After the withdrawal (demanded by the US) following the 1956 Sinai campaign, there was a guarantee, in the form of an Aide Memoire, handed to Israeli Ambassador Abba Eban (on February 11, 1957), by Secretary of State Dulles. It promised that the US would "use its best efforts to help assure" that a United Nations Emergency Force, placed in Gaza, would prevent that region from continuing to serve as "a source of armed infiltration" of Israel, and that the US would "secure general recognition" of Israel's right to free passage through the Straits of Tiran. In spring 1967, Egypt began preparing for war. In May, Nasser ordered the UN Emergency Force to vacate Gaza and Sinai. Within hours it had, "destroying in a single stroke, the most central hopes and expectations on which we had relied upon withdrawing from Sinai in 1957" (Abba Eban). Stung by the failure of US allies to support American policy in Vietnam, the Johnson administration was not prepared to act unilaterally to stymie the Egyptian aggression. An official US statement (May 22) declared that America would "support" UN action -- not "adopt" action against Egypt on its own.

The military and political circumstances that prevailed when the Eisenhower administration offered its guarantee to Israel in 1957 were no longer relevant in 1967. The apparent guarantee concerning the Strait of Tiran was proven ineffective.

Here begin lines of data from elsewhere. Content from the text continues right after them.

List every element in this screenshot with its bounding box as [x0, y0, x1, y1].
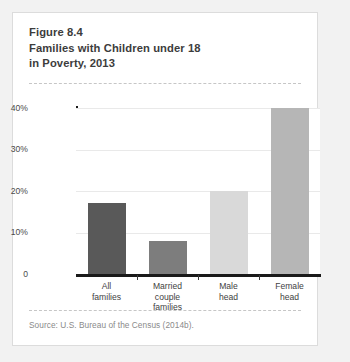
divider-top [29, 83, 301, 84]
bar [210, 191, 248, 274]
bar [149, 241, 187, 274]
category-label-line: head [259, 292, 321, 303]
source-note: Source: U.S. Bureau of the Census (2014b… [29, 320, 194, 330]
plot-area [76, 108, 320, 274]
y-tick-label-40%: 40% [0, 103, 28, 113]
x-tick [198, 275, 199, 280]
page-title-line-2: in Poverty, 2013 [29, 56, 299, 72]
figure-number: Figure 8.4 [29, 25, 299, 41]
y-tick-label-10%: 10% [0, 227, 28, 237]
category-label-line: families [76, 292, 138, 303]
bar [88, 203, 126, 274]
figure-card: Figure 8.4 Families with Children under … [12, 12, 318, 346]
category-label: Allfamilies [76, 281, 138, 302]
category-label-line: Male [198, 281, 260, 292]
x-tick [259, 275, 260, 280]
y-tick-label-20%: 20% [0, 186, 28, 196]
plot-background [76, 108, 320, 274]
category-label-line: couple [137, 292, 199, 303]
y-tick-label-0: 0 [0, 269, 28, 279]
category-label-line: Married [137, 281, 199, 292]
category-label: Marriedcouplefamilies [137, 281, 199, 313]
y-tick-label-30%: 30% [0, 144, 28, 154]
category-label-line: families [137, 302, 199, 313]
category-label-line: head [198, 292, 260, 303]
figure-title-block: Figure 8.4 Families with Children under … [29, 25, 299, 72]
category-label: Femalehead [259, 281, 321, 302]
divider-bottom [29, 310, 301, 311]
x-tick [137, 275, 138, 280]
category-label-line: Female [259, 281, 321, 292]
category-label: Malehead [198, 281, 260, 302]
category-label-line: All [76, 281, 138, 292]
bar [271, 108, 309, 274]
page-title-line-1: Families with Children under 18 [29, 41, 299, 57]
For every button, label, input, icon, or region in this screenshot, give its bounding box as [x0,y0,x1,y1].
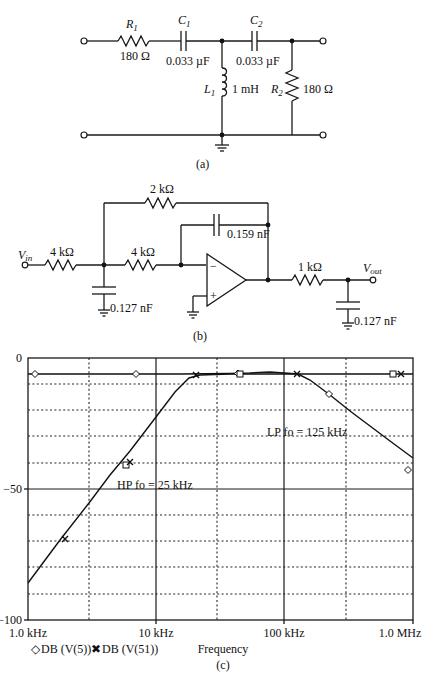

The Nixon administration created an August 1970 cease-fire agreement whereby Egypt promised not to place any missiles within an area extending twenty miles westward from the canal. America gave "assurances" to Israel "that the US would use all its influence to maintain the cease-fire." Within days of the cease-fire, however, Israeli military intelligence reported to the government that "the Egyptians had begun to move their missiles forward as soon as the ink was dry on the cease-fire agreement." The US prevaricated, dissembled, and despite Israeli protests, the missiles remained.

Henry Kissinger, in order to persuade Israel to surrender strategic mountain passes and oil fields in the Sinai (1975), committed the US to sign a joint Memorandum of Agreement pledging that the US would "not recognize or negotiate with the Palestine Liberation Organization so long as the PLO does not recognize Israel's right to exist and does not accept Security Council resolutions 242 and 338." The PLO actions, proven to be "terrorist", were effectively not so categorized by the US. Equivocation and avoidance of this undermined the American promise absolutely. The long and lamentable list of UNIFIL failures to prevent terrorist actions against Israel from south Lebanon adds further evidence of the unsuitability of anyone but Israel to guarantee its safety.

The America-Israel alliance is best served by ensuring that Israel has the territory and military wherewithal to defend itself, not by weakening Israel and forcing it into a dependency relationship which ultimately will serve neither American nor Israeli interests.